‘The fire is here, I’m dying,’ says inferno victim
LONDON — A young artist posted a final message on Facebook: “Please pray for me and my mum” as the smoke engulfed their apartment.
Khadija Saye and her mother Mary Mendy were among those feared to have died in the Grenfell Tower blaze in Kensington, west London. Police confirmed 12 people were dead but said that figure would rise significantly.
Hundreds of the roughly 500 residents in the block were unaccounted for Wednesday night. Some estimated that the death toll could rise above 100.
The fire, thought to have been sparked by a faulty refrigerator, started just after 1 a.m. Wednesday and quickly spread up the building.
Some residents knotted sheets together to make ropes in attempts to escape. Some tried to manufacture makeshift parachutes from garbage bags and bedding and leap out of windows.
Many of those that survived only did so by ignoring official advice to stay in their rooms and close their front doors until the fire was over.
More than 200 firefighters worked through the night and were still finding pockets of fire inside later in the day.
“In my 29 years of being a firefighter, I have never, ever seen anything of this scale,” Fire Commissioner Dany Cotton said.
The 24-storey tower was a “disaster waiting to happen” experts said. Fears were raised that green energy concerns were prioritized ahead of safety as it emerged that cladding used to make the building more sustainable could have accelerated the fire.
London Mayor Sadiq Khan said many questions must be answered about safety for the scores of other apartment blocks around the British capital.
The London Fire Brigade said it received the first reports of the blaze at 12:54 a.m. and the first engines arrived within six minutes.
Saye, the 24-year-old artist, was trapped in her 20th floor home with her mother.
A 12-year-old girl was also missing. Jessica Urbano was last seen trying to escape from the 20th floor. Her family has checked all the hospitals but to no avail. Her sister Melanie said: “They don’t know anything. They don’t have lists.” Nura Jamal and her two sons, aged six and 11, are still missing. Her daughter is understood to have been treated in hospital. Jamal called her friend at around 2 a.m. and said: “Forgive me, the fire is here, I’m dying.”
The Grenfell Action Group has been warning about the risk of fire at the tower since 2013. In a Nov. 20 blog, the group predicted that only “a catastrophic event” leading to “serious loss of life” would bring the outside scrutiny needed to make conditions safe for residents.
The Kensington and Chelsea Council said its immediate focus was helping victims and their families. It said the cause of the blaze would be “fully investigated.”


Reproduce every record below exactly as written, but leave out any pictures.

Segment Start: Information shown

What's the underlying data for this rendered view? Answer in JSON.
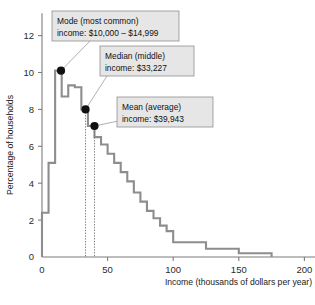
{
  "chart_data": {
    "type": "bar",
    "title": "",
    "subtitle": "",
    "xlabel": "Income (thousands of dollars per year)",
    "ylabel": "Percentage of households",
    "xlim": [
      0,
      215
    ],
    "ylim": [
      0,
      13
    ],
    "grid": false,
    "legend": "none",
    "x_ticks": [
      0,
      50,
      100,
      150,
      200
    ],
    "x_tick_labels": [
      "0",
      "50",
      "100",
      "150",
      "200"
    ],
    "y_ticks": [
      0,
      2,
      4,
      6,
      8,
      10,
      12
    ],
    "y_tick_labels": [
      "0",
      "2",
      "4",
      "6",
      "8",
      "10",
      "12"
    ],
    "bin_edges": [
      0,
      5,
      10,
      15,
      20,
      25,
      30,
      35,
      40,
      45,
      50,
      55,
      60,
      65,
      70,
      75,
      80,
      85,
      90,
      95,
      100,
      125,
      150,
      175
    ],
    "values": [
      2.4,
      5.1,
      10.1,
      8.7,
      9.3,
      9.2,
      8.0,
      7.1,
      6.5,
      6.1,
      5.6,
      5.1,
      4.6,
      4.1,
      3.5,
      3.0,
      2.5,
      2.1,
      1.7,
      1.4,
      0.8,
      0.45,
      0.2
    ],
    "categories": [
      "0-5",
      "5-10",
      "10-15",
      "15-20",
      "20-25",
      "25-30",
      "30-35",
      "35-40",
      "40-45",
      "45-50",
      "50-55",
      "55-60",
      "60-65",
      "65-70",
      "70-75",
      "75-80",
      "80-85",
      "85-90",
      "90-95",
      "95-100",
      "100-125",
      "125-150",
      "150-175"
    ],
    "annotations": [
      {
        "id": "mode",
        "line1": "Mode (most common)",
        "line2": "income: $10,000 – $14,999",
        "point_x": 14.5,
        "point_y": 10.1,
        "box_x": 52,
        "box_y": 11,
        "box_w": 127,
        "box_h": 30,
        "leader_from_x": 90,
        "leader_from_y": 41
      },
      {
        "id": "median",
        "line1": "Median (middle)",
        "line2": "income: $33,227",
        "point_x": 33.2,
        "point_y": 8.0,
        "box_x": 100,
        "box_y": 46,
        "box_w": 94,
        "box_h": 30,
        "leader_from_x": 107,
        "leader_from_y": 76
      },
      {
        "id": "mean",
        "line1": "Mean (average)",
        "line2": "income: $39,943",
        "point_x": 40.0,
        "point_y": 7.1,
        "box_x": 117,
        "box_y": 97,
        "box_w": 96,
        "box_h": 30,
        "leader_from_x": 123,
        "leader_from_y": 120
      }
    ],
    "stat_lines": [
      {
        "id": "median-line",
        "x": 33.2,
        "y_top": 8.0
      },
      {
        "id": "mean-line",
        "x": 40.0,
        "y_top": 7.1
      }
    ],
    "colors": {
      "histogram_stroke": "#8d8d8d",
      "axis": "#7d7d7d",
      "callout_fill": "#e6e6e6",
      "callout_border": "#8f8f8f",
      "dot": "#101010",
      "background": "#ffffff"
    }
  }
}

Segment End: Information shown

__Exercise output__
What's the underlying data for this rendered view? Answer in JSON.
{
  "chart_data": {
    "type": "bar",
    "title": "",
    "subtitle": "",
    "xlabel": "Income (thousands of dollars per year)",
    "ylabel": "Percentage of households",
    "xlim": [
      0,
      215
    ],
    "ylim": [
      0,
      13
    ],
    "grid": false,
    "legend": "none",
    "x_ticks": [
      0,
      50,
      100,
      150,
      200
    ],
    "x_tick_labels": [
      "0",
      "50",
      "100",
      "150",
      "200"
    ],
    "y_ticks": [
      0,
      2,
      4,
      6,
      8,
      10,
      12
    ],
    "y_tick_labels": [
      "0",
      "2",
      "4",
      "6",
      "8",
      "10",
      "12"
    ],
    "bin_edges": [
      0,
      5,
      10,
      15,
      20,
      25,
      30,
      35,
      40,
      45,
      50,
      55,
      60,
      65,
      70,
      75,
      80,
      85,
      90,
      95,
      100,
      125,
      150,
      175
    ],
    "values": [
      2.4,
      5.1,
      10.1,
      8.7,
      9.3,
      9.2,
      8.0,
      7.1,
      6.5,
      6.1,
      5.6,
      5.1,
      4.6,
      4.1,
      3.5,
      3.0,
      2.5,
      2.1,
      1.7,
      1.4,
      0.8,
      0.45,
      0.2
    ],
    "categories": [
      "0-5",
      "5-10",
      "10-15",
      "15-20",
      "20-25",
      "25-30",
      "30-35",
      "35-40",
      "40-45",
      "45-50",
      "50-55",
      "55-60",
      "60-65",
      "65-70",
      "70-75",
      "75-80",
      "80-85",
      "85-90",
      "90-95",
      "95-100",
      "100-125",
      "125-150",
      "150-175"
    ],
    "annotations": [
      {
        "id": "mode",
        "line1": "Mode (most common)",
        "line2": "income: $10,000 – $14,999",
        "point_x": 14.5,
        "point_y": 10.1,
        "box_x": 52,
        "box_y": 11,
        "box_w": 127,
        "box_h": 30,
        "leader_from_x": 90,
        "leader_from_y": 41
      },
      {
        "id": "median",
        "line1": "Median (middle)",
        "line2": "income: $33,227",
        "point_x": 33.2,
        "point_y": 8.0,
        "box_x": 100,
        "box_y": 46,
        "box_w": 94,
        "box_h": 30,
        "leader_from_x": 107,
        "leader_from_y": 76
      },
      {
        "id": "mean",
        "line1": "Mean (average)",
        "line2": "income: $39,943",
        "point_x": 40.0,
        "point_y": 7.1,
        "box_x": 117,
        "box_y": 97,
        "box_w": 96,
        "box_h": 30,
        "leader_from_x": 123,
        "leader_from_y": 120
      }
    ],
    "stat_lines": [
      {
        "id": "median-line",
        "x": 33.2,
        "y_top": 8.0
      },
      {
        "id": "mean-line",
        "x": 40.0,
        "y_top": 7.1
      }
    ],
    "colors": {
      "histogram_stroke": "#8d8d8d",
      "axis": "#7d7d7d",
      "callout_fill": "#e6e6e6",
      "callout_border": "#8f8f8f",
      "dot": "#101010",
      "background": "#ffffff"
    }
  }
}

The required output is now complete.